The winter holiday season is slowly turning to its end, and perhaps not a moment too soon. Not that I didn't enjoy all the traveling and stuff - I certainly did and the time off was great - but the backlog is getting ridiculous. My Bugzilla review queue is at its all time high, there are about 150 reasonably important emails to be handled and quite a few other things to do before I'm back in normal operation.
A few quick notes from my holidays (and the books I read):
Pelican Brief was decent. I still need to read a few more books from the Clancy/Grisham/etc. clan to be actually able rank them, but I look forward to it. Some light literature was a nice break from the routine. Well, how about the more routine IT stuff then?
Writing Secure Code is a must read for everybody in software development. Despite being Windows-oriented, many of the concepts described in the book contribute to a healthy generic understanding of many security issues. Fully reading and understanding the book would take weeks, but even a few hours of browsing it will give you many good ideas on improving the security and privacy aspects of your application. Definitely recommended.
UML Distilled, 3rd Ed. was another interesting read. I wouldn't embrace it as warmly as I did for the security book, but a good read nonetheless. The innate heaviness of UML gets thrown away on the introductory pages, and the book itself is a critical overview of the most useful elements of UML. Well, that's certainly something different from the usual reference-tomes. If you already know how to model things and want to do it in UML, read this. If you don't, you'll need additional guidance - this is not a "learn how to model using UML in 21 days" book.

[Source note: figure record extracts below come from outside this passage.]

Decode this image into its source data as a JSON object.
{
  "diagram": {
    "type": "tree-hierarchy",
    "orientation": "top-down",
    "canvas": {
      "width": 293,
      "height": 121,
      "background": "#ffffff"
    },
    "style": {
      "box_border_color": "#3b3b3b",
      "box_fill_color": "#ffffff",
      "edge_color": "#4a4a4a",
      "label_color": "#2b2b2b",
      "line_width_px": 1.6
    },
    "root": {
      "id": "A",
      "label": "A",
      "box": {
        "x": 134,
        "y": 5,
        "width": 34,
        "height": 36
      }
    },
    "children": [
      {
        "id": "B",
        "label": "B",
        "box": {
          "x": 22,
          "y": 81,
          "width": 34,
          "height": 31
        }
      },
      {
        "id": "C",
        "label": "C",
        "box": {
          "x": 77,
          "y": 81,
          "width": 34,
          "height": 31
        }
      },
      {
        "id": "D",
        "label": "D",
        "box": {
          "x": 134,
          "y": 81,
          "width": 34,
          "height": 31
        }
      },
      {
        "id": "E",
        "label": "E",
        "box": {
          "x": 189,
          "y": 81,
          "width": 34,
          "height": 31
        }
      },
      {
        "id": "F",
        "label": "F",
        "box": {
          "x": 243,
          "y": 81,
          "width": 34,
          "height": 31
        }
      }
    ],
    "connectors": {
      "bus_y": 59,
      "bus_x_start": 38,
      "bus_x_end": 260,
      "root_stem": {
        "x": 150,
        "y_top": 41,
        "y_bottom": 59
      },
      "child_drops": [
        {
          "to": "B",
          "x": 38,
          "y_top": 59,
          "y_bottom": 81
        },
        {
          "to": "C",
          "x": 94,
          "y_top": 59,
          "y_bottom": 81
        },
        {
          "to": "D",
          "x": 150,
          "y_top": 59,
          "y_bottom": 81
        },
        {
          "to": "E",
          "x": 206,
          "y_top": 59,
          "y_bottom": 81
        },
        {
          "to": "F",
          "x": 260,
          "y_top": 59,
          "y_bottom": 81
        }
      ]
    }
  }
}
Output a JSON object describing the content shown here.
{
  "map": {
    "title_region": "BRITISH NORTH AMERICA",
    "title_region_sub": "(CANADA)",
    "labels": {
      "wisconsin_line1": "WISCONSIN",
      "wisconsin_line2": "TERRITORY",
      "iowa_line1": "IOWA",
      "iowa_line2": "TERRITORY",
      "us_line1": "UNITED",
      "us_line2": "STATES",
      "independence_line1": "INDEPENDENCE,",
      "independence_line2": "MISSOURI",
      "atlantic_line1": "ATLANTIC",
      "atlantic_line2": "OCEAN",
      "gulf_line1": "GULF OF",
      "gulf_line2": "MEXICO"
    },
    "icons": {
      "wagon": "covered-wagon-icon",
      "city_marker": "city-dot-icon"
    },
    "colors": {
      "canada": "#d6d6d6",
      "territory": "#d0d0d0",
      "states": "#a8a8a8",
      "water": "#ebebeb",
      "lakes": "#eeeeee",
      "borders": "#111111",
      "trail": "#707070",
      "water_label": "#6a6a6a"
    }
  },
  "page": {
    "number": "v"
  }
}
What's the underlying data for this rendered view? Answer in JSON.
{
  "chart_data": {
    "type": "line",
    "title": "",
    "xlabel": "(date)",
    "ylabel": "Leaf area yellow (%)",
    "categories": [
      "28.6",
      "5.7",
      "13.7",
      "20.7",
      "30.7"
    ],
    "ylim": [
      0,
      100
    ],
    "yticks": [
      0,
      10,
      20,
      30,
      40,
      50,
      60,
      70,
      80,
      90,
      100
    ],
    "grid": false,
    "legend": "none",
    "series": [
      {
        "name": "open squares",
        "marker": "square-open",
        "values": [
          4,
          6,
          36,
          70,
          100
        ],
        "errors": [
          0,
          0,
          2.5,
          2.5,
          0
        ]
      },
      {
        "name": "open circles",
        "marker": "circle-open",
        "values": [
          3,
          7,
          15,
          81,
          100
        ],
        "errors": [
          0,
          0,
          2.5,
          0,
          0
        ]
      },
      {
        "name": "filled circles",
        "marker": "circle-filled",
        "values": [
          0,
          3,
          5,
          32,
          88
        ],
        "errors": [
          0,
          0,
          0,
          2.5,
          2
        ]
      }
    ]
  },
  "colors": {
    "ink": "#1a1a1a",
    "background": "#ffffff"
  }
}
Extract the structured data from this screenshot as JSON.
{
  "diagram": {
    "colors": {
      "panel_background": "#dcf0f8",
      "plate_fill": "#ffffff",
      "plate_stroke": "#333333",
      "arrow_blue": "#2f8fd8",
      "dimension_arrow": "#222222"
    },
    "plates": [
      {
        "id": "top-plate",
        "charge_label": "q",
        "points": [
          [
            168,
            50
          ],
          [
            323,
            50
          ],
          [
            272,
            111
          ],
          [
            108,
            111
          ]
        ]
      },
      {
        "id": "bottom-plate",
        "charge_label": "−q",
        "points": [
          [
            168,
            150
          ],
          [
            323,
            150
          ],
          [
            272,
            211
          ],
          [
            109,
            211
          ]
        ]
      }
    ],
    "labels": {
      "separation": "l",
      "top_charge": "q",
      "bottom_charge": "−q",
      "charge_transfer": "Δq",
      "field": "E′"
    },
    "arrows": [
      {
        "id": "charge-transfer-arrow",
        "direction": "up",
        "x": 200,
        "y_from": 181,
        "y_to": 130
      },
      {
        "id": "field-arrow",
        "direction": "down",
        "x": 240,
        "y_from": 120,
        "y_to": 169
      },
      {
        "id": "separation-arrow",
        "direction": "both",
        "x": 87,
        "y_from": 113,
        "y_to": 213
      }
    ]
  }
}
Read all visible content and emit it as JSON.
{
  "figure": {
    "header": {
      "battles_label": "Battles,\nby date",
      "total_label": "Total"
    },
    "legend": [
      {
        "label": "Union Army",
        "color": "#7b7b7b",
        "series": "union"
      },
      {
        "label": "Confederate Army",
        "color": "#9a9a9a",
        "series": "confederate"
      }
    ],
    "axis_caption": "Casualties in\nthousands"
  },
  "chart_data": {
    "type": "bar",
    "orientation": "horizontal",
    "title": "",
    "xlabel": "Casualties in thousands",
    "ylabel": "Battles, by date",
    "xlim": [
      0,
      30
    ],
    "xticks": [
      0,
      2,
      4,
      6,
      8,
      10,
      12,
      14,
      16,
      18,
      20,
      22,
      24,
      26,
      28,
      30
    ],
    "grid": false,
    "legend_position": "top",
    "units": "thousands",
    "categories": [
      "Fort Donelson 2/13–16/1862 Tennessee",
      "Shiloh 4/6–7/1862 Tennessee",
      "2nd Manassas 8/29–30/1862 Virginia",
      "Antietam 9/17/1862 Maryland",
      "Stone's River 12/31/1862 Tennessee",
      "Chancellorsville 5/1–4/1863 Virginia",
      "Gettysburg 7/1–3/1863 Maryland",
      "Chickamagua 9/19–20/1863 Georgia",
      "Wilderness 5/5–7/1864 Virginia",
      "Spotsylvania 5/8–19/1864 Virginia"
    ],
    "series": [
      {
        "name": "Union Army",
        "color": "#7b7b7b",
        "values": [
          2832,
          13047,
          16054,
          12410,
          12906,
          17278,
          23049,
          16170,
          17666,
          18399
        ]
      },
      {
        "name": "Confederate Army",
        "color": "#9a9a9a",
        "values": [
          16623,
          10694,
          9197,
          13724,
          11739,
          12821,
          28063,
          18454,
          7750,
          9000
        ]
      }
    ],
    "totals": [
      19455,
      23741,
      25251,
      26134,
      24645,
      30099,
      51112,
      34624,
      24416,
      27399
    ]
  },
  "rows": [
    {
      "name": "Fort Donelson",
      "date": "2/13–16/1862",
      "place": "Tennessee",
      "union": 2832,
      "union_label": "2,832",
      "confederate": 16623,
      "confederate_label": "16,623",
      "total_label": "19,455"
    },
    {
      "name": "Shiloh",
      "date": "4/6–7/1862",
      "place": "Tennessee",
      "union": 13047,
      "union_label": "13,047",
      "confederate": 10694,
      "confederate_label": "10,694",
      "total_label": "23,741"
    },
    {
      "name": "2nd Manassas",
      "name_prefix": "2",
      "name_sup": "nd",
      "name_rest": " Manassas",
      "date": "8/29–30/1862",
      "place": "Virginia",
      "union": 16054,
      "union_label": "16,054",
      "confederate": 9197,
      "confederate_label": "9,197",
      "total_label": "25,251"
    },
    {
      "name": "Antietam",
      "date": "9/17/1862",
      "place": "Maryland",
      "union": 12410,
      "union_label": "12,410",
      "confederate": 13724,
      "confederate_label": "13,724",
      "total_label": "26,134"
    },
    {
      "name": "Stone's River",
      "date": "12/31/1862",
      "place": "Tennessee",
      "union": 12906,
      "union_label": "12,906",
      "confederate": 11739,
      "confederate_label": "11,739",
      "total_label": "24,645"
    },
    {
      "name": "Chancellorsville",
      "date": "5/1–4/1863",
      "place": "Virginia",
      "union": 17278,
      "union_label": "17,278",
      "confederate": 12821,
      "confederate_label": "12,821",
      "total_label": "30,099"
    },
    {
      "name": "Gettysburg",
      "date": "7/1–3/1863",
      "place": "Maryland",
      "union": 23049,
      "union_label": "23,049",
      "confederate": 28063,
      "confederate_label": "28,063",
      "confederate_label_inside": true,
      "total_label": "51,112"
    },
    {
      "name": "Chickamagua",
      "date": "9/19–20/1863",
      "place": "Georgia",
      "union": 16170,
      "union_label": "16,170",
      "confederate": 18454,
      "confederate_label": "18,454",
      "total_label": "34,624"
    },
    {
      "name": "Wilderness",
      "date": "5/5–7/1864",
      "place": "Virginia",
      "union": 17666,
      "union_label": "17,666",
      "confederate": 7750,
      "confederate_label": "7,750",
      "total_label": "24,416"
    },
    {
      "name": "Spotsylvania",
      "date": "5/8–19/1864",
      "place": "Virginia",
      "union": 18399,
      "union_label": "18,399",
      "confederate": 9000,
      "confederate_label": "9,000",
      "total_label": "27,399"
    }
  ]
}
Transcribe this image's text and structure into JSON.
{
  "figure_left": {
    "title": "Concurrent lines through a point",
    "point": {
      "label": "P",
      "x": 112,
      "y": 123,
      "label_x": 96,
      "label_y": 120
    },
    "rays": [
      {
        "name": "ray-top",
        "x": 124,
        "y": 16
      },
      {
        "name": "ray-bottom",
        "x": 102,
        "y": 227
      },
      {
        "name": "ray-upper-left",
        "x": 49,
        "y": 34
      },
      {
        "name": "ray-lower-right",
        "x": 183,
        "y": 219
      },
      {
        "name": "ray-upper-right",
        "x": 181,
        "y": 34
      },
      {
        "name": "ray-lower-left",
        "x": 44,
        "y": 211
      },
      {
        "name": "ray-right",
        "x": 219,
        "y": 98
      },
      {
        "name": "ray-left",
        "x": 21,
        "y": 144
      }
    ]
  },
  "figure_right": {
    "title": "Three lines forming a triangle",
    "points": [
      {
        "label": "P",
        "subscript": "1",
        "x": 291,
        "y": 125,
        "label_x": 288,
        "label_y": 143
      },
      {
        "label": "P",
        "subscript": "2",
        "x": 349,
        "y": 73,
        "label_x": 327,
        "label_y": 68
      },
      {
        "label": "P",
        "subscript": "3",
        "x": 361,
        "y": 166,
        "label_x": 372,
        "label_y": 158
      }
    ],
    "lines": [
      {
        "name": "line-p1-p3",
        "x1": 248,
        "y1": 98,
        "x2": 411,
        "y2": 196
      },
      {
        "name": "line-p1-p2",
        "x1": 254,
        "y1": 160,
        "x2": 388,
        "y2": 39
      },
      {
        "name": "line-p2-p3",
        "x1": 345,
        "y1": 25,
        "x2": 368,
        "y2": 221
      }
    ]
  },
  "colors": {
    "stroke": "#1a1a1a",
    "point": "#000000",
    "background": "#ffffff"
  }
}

And finally, a realization dawned during one particularly nice and sunny winter day: I really should blog more. It's not about being able to write more things for you to read, but rather about having the reason and the context to think and re-think the daily dilemmas in life. I spent years convincing myself that thinking is actually work at its best, and it's perfectly fine to spend time just milling things over (instead of producing an instant concrete result). Next I need to convince myself that thinking tools - such as this blog - are an equally acceptable way of promoting happiness and efficiency.